Drawings and other artwork made by unaccompanied migrant teenagers detained in Tornillo have inspired the "Uncaged Art" exhibit at the University Texas at El Paso's Centennial Museum.
CNN  — 

There is a legend in Guatemala that the quetzal, the national bird, will die of sorrow if it’s put in a cage.

When teens detained at Tornillo, a tent shelter for migrant children in Texas that closed following safety concerns, were asked to make artwork to remind them of their home communities, one drew the Guatemalan bird – a symbol of yearning for freedom and a reminder of a time before confinement.

The quetzal cannot be caged, the child told teachers working at Tornillo.

That drawing and other artwork made by migrant teenagers detained at Tornillo have inspired an “Uncaged Art” exhibit at the Centennial Museum of the University Texas at El Paso (UTEP).

One of the pieces of art on display.

The exhibit showcases artwork by children aged 13-17 from Guatemala, Honduras, El Salvador and other Latin American nations that was made during a multiday art project designed to uplift the children and remind them of their homelands.

“These children created beautiful artwork in undesirable conditions,” museum director Daniel Carey-Whalen told CNN. “There are moments when we see the children’s hopes and dreams, but also see they’re really sad and constricted.”

Workers began discarding the artwork when the US government decided to close the tent encampment in January, according to the museum. But the art was preserved thanks to a local youth pastor who ensured it ended up in the hands of UTEP and El Paso’s Museo Urbano, a museum that preserves borderland history.

“We just want people to know that this happened. This is still happening. We’re incarcerating children,” Carey-Whalen said. “And we can try to sympathize with these children.”

The quetzal bird cannot be caged, one migrant child told social studies teachers working at Tornillo.

As visitors first walk into the exhibit, the lighting is dim and they’re asked to step through a re-creation of a Tornillo tent. When they reach the artwork, which features bright colors and comforting depictions of parks, towns and animals, the room is illuminated.

Despite the uplifting themes in the artwork, Carey-Whalen said many visitors leave the museum saying they experienced tinges of the sadness and the visceral feeling of confinement. At the exhibit opening, curators asked a 17-year-old migrant who was detained at Tornillo to speak.

“The young man – we couldn’t use his name – but he said, ‘When I see this art, I can see the pain, and I’m reminded of this pain,’ ” the museum director said.

Tornillo housed nearly 3,000 minors at its peak – primarily children who arrived unaccompanied at the border with Mexico, including some who were detained as part of the Trump administration’s family separation practice. Following Health and Human Services reports of “serious safety and health vulnerabilities,” the camp was closed in January and minors were placed with vetted sponsors.

The exhibit at UTEP's Centennial Museum in El Paso will be on display through October.

In conjunction with the children’s artwork that will be displayed until October, the museum opened an exhibit on US intervention in Latin America, curated by history students at UTEP.

“We just need more awareness and more conversation about what’s happening here at the border,” Carey-Whalen said.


• YOUR INSTRUCTIONS: Copy each line from the records below in which the word "layer" is found.

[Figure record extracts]
====

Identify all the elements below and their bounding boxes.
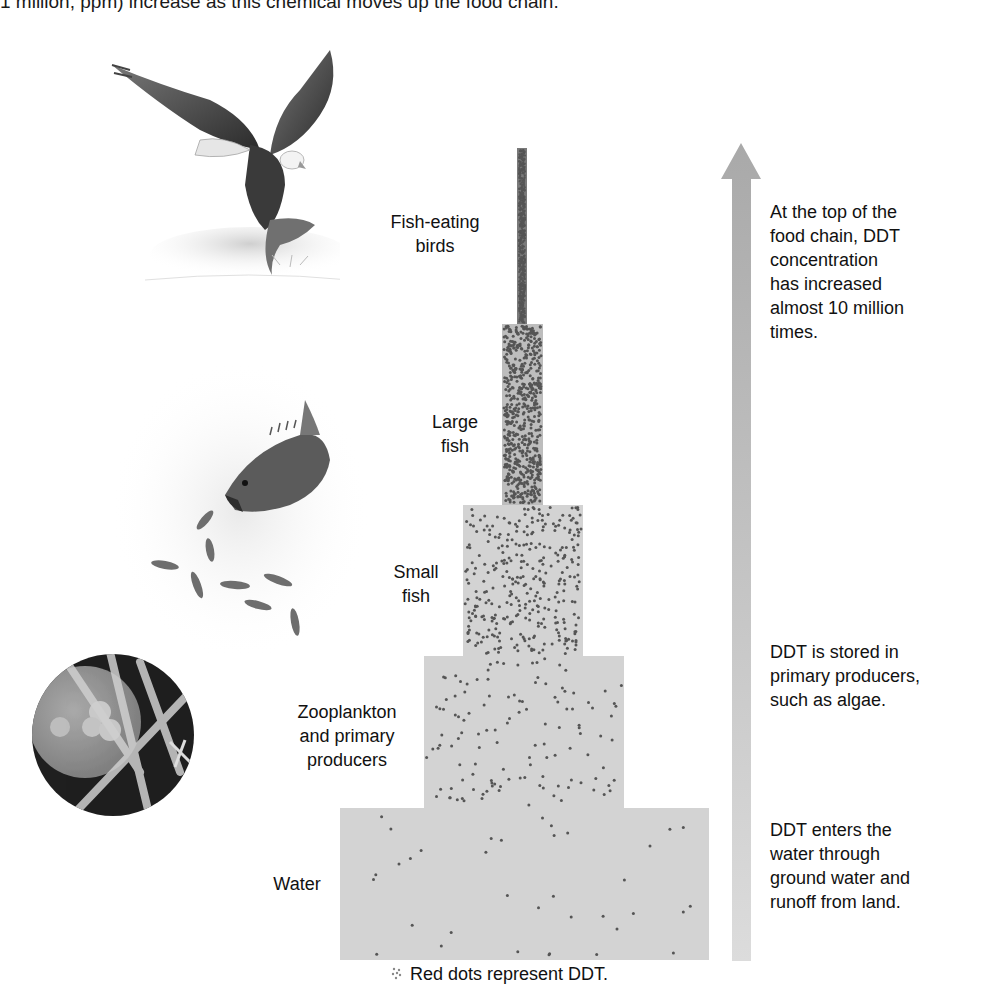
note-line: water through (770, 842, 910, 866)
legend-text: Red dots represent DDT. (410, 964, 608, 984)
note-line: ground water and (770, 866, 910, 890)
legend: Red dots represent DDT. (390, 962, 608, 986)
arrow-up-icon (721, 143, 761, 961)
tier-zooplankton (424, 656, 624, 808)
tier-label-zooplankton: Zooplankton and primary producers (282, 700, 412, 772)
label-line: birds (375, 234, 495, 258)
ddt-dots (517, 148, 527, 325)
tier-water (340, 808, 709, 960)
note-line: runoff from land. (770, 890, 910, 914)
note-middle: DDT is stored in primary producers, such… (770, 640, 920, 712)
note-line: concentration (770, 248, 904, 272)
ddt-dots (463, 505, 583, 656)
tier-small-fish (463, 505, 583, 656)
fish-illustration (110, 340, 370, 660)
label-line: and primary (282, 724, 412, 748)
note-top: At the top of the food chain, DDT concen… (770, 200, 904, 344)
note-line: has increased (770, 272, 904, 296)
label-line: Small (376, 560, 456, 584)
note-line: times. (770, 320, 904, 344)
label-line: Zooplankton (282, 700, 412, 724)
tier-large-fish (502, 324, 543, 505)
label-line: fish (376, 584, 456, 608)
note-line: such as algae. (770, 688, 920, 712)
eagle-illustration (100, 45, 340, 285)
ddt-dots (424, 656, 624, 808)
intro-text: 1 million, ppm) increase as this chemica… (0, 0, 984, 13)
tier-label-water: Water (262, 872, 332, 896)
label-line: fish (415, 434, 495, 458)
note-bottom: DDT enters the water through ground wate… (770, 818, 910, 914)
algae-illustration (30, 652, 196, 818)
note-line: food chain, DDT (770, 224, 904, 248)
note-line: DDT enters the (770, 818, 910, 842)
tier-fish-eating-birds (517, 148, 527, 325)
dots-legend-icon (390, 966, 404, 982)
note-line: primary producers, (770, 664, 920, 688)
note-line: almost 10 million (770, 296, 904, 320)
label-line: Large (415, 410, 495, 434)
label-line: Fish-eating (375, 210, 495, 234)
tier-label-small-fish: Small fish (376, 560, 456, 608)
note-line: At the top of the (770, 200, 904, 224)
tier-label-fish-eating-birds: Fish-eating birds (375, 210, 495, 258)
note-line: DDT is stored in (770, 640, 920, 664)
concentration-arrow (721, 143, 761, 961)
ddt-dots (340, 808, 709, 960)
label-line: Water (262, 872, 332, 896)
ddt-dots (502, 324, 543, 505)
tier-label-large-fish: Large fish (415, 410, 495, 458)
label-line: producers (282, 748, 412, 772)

====

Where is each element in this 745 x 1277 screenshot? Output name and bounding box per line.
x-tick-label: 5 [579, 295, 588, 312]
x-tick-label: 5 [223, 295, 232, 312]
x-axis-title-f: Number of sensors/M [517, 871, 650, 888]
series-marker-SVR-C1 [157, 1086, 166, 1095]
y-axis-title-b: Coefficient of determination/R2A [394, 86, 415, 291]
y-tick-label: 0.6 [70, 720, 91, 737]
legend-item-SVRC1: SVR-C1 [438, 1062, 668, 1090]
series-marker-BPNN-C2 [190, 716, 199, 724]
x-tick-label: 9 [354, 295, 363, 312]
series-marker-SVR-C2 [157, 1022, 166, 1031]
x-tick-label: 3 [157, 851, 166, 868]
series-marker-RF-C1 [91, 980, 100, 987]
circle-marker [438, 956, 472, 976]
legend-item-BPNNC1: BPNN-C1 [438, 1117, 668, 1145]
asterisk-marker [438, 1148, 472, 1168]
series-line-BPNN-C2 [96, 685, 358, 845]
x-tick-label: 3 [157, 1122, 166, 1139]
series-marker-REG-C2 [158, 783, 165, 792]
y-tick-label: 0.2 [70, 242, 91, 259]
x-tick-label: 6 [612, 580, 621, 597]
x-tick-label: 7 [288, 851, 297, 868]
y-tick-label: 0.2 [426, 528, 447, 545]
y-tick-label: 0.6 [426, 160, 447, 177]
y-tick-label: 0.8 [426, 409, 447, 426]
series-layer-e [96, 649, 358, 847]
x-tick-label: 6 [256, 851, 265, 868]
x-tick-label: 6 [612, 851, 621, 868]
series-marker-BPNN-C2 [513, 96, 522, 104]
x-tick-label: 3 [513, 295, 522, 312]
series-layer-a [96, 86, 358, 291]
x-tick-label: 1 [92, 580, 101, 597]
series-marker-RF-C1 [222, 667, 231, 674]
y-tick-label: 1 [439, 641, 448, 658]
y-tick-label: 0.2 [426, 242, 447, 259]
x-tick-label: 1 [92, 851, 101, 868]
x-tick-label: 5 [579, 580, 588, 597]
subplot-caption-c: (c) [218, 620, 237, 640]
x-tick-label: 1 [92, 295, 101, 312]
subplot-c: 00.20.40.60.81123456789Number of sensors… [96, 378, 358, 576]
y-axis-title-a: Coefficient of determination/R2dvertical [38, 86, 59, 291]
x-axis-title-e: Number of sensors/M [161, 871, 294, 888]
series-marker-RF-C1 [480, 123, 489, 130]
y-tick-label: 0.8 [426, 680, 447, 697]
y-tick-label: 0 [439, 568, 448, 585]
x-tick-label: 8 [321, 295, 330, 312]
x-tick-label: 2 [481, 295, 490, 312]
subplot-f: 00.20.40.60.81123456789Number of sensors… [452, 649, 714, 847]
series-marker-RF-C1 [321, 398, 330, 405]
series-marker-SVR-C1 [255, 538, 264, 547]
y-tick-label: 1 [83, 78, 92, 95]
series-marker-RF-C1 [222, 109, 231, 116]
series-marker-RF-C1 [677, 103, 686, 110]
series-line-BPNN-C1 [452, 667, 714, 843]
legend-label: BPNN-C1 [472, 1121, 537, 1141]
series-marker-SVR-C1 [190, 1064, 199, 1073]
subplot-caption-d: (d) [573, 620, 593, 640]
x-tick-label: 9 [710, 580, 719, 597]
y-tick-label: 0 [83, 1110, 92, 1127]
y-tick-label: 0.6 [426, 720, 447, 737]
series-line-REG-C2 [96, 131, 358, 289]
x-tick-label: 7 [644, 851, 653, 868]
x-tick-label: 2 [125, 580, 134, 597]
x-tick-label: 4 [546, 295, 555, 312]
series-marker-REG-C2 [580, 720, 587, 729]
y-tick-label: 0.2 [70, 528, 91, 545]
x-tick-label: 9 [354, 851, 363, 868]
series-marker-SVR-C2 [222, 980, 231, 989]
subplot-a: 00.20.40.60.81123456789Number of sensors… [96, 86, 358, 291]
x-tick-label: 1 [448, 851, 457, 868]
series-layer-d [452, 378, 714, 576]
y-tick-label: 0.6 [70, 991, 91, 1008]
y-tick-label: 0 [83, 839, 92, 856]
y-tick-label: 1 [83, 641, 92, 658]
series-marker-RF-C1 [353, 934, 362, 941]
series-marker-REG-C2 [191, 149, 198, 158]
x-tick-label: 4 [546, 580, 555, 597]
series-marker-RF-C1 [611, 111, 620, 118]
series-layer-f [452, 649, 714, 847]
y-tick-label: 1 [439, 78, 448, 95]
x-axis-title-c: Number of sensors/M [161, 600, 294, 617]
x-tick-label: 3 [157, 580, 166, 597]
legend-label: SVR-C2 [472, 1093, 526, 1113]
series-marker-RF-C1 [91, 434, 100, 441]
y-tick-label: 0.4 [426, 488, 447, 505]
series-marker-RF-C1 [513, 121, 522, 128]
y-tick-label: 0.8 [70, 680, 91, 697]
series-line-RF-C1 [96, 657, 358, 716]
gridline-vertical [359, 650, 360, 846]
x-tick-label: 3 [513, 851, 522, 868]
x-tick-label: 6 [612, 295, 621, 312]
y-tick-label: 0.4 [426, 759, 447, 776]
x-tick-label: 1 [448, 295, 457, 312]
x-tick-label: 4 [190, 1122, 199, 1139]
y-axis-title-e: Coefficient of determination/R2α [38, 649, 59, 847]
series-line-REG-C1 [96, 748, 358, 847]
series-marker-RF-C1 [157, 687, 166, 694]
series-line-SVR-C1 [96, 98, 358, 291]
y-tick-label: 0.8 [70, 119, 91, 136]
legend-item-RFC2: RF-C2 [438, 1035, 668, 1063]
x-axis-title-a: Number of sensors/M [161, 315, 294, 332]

====

• RESULT OF THE TASK:
series-layer-e [96, 649, 358, 847]
series-layer-a [96, 86, 358, 291]
series-layer-d [452, 378, 714, 576]
series-layer-f [452, 649, 714, 847]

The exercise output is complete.